Singapore’s Punggol Digital District redefines smart city model

Singapore’s Punggol Digital District (PDD) is emerging as a real-world testbed for AI-driven urban development, offering a state-planned alternative to Silicon Valley-style organic innovation ecosystems.
Six years after construction began, the district has transitioned from concept to operational “living lab,” integrating infrastructure, data systems, and industry within a single coordinated environment designed to support smart-city experimentation, News.Az reports, citing foreign media.
MO: Beyond lip service

Macau has spent the past decade developing its smart city initiatives to enhance urban services, sustainability, and digital infrastructure. Yet, without international certification or recognition, the true impact remains unclear, and experts caution that progress has yet to translate into measurable results.
A city can proclaim itself a ‘smart city’, but the truth is that until it is recognised as such by its peers or accrediting bodies, it may be little more than marketing.
Conversely, a city can improve many of its sustainability indicators, thereby offering better living conditions to its inhabitants, yet it makes little sense to call it a ‘smart city’ if this is done solely by those responsible.
MO: Smart city, ten years on

The innovation system developed through Macau’s smart city initiatives “is ambitious, complex, but still seeking complementarity”
The Macau Government first raised the idea of building a “smart city” in the 2016 Policy Address [“to initiate studies on a plan for the development of the new era of big data for Macau to become a smart city,” noted Chui Sai On].
A decade has since passed — ample time for an initial assessment.
Why the most actionable insight in the IMD Smart City Index isn’t rank but resident satisfaction

Across cities, there are persistent and costly gaps between what urban authorities build and what residents experience, says Christos Cabolis.
In 2017, Sidewalk Labs, an Alphabet company, announced plans to build a data-driven neighborhood on 12 acres of Toronto’s waterfront. The proposal was ambitious: autonomous delivery robots, sensor networks, heated sidewalks, and a digital layer managing the neighborhood from “the internet up.” At public consultations, residents were given a 1,500-page plan and asked for feedback. One community organizer captured the underlying sentiment succinctly: “They have come up with a project that no one in Toronto has asked them to come up with. It became clear that the project was not simply misaligned with local needs. It was built in reverse. The starting point was available technology, not the actual challenges identified by residents. The result was a technically sophisticated solution in search of a use case.” The project was abandoned in 2020.
A Blueprint For the Future of Urban Living: Powering up the Smart Cities of Tomorrow

Driven by demand for more sustainable and efficient spaces, smart cities powered by IoT, artificial intelligence (AI), and 5G technologies are reshaping how residents live, work, and interact within urban areas across the globe.
The ‘smart city’ technology market is expected to reach $301 billion by 2032 as more cities look to boost their citizens’ wellbeing and safety, alongside improving resource efficiency and infrastructure quality.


▶ **DESCRIPTION OF THE TASK**: Filter the entries and keep only the lines where the string "boxes" appears.

▶ **RECORDS FOR THIS TASK**:
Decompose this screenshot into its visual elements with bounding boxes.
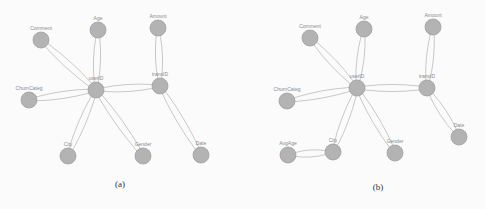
node-circle[interactable] (302, 30, 318, 46)
caption-b: (b) (373, 182, 384, 192)
edge-Comment-userID-1 (316, 42, 353, 82)
node-comment[interactable]: Comment (299, 23, 321, 46)
edge-userID-City-1 (337, 95, 356, 146)
node-age[interactable]: Age (90, 15, 106, 38)
node-label: Gender (135, 141, 152, 147)
node-circle[interactable] (356, 21, 372, 37)
edge-transID-Date-0 (429, 95, 453, 132)
node-label: Date (196, 140, 207, 146)
node-city[interactable]: City (60, 141, 76, 164)
node-avgage[interactable]: AvgAge (279, 140, 297, 163)
node-circle[interactable] (425, 19, 441, 35)
node-circle[interactable] (193, 147, 209, 163)
edge-ChurnCateg-userID-0 (36, 93, 89, 101)
node-city[interactable]: City (325, 137, 341, 160)
node-label: City (329, 137, 338, 143)
edge-ChurnCateg-userID-0 (294, 91, 350, 101)
node-circle[interactable] (150, 20, 166, 36)
node-circle[interactable] (419, 80, 435, 96)
node-circle[interactable] (88, 82, 104, 98)
node-label: Comment (30, 25, 52, 31)
node-circle[interactable] (280, 147, 296, 163)
node-amount[interactable]: Amount (424, 12, 442, 35)
node-label: Date (454, 122, 465, 128)
node-transid[interactable]: transID (152, 71, 169, 94)
edges-b (294, 34, 457, 157)
edge-AvgAge-City-1 (295, 150, 326, 153)
edge-Comment-userID-0 (314, 45, 351, 85)
node-label: Amount (424, 12, 442, 18)
node-label: City (64, 141, 73, 147)
edge-userID-transID-0 (364, 90, 420, 92)
node-circle[interactable] (279, 93, 295, 109)
node-amount[interactable]: Amount (149, 13, 167, 36)
node-date[interactable]: Date (193, 140, 209, 163)
node-circle[interactable] (349, 80, 365, 96)
node-circle[interactable] (60, 148, 76, 164)
node-userid[interactable]: userID (88, 75, 104, 98)
edge-userID-City-0 (69, 96, 91, 149)
edge-AvgAge-City-0 (295, 154, 326, 157)
node-label: Age (360, 14, 369, 20)
edge-userID-Gender-0 (359, 95, 390, 148)
node-circle[interactable] (451, 129, 467, 145)
edge-transID-Date-1 (165, 91, 199, 148)
node-circle[interactable] (21, 92, 37, 108)
node-circle[interactable] (325, 144, 341, 160)
node-date[interactable]: Date (451, 122, 467, 145)
node-label: ChurnCateg (274, 86, 301, 92)
node-circle[interactable] (387, 145, 403, 161)
edge-userID-transID-1 (364, 84, 420, 86)
node-label: Age (94, 15, 103, 21)
node-circle[interactable] (33, 32, 49, 48)
node-userid[interactable]: userID (349, 73, 365, 96)
node-label: Gender (387, 138, 404, 144)
node-label: userID (350, 73, 365, 79)
node-label: AvgAge (279, 140, 297, 146)
edge-Comment-userID-1 (48, 43, 92, 83)
node-label: Comment (299, 23, 321, 29)
edge-userID-Gender-0 (99, 97, 138, 151)
panel-b: CommentAgeAmountChurnCateguserIDtransIDA… (274, 12, 467, 192)
edge-userID-transID-0 (103, 88, 153, 92)
node-label: ChurnCateg (16, 85, 43, 91)
node-gender[interactable]: Gender (135, 141, 152, 164)
node-circle[interactable] (135, 148, 151, 164)
caption-a: (a) (115, 179, 125, 189)
edge-ChurnCateg-userID-1 (36, 89, 89, 97)
edge-ChurnCateg-userID-1 (294, 87, 350, 97)
node-label: transID (419, 73, 436, 79)
edge-userID-City-1 (73, 97, 95, 150)
node-transid[interactable]: transID (419, 73, 436, 96)
nodes-a: CommentAgeAmountChurnCateguserIDtransIDC… (16, 13, 209, 164)
node-gender[interactable]: Gender (387, 138, 404, 161)
edge-userID-transID-1 (103, 84, 153, 88)
node-circle[interactable] (90, 22, 106, 38)
node-label: userID (89, 75, 104, 81)
node-label: transID (152, 71, 169, 77)
nodes-b: CommentAgeAmountChurnCateguserIDtransIDA… (274, 12, 467, 163)
node-circle[interactable] (152, 78, 168, 94)
edge-Comment-userID-0 (45, 46, 89, 86)
node-churncateg[interactable]: ChurnCateg (274, 86, 301, 109)
node-label: Amount (149, 13, 167, 19)
diagram-canvas: CommentAgeAmountChurnCateguserIDtransIDC… (0, 0, 485, 209)
edge-transID-Date-0 (162, 93, 196, 150)
panel-a: CommentAgeAmountChurnCateguserIDtransIDC… (16, 13, 209, 189)
node-age[interactable]: Age (356, 14, 372, 37)
edges-a (36, 35, 199, 151)
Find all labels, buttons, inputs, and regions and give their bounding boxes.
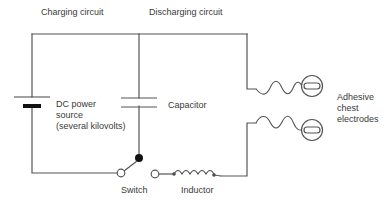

▶ **SOLUTION**:
Decompose this screenshot into its visual elements with bounding boxes.
Find all labels, buttons, inputs, and regions and give their bounding boxes.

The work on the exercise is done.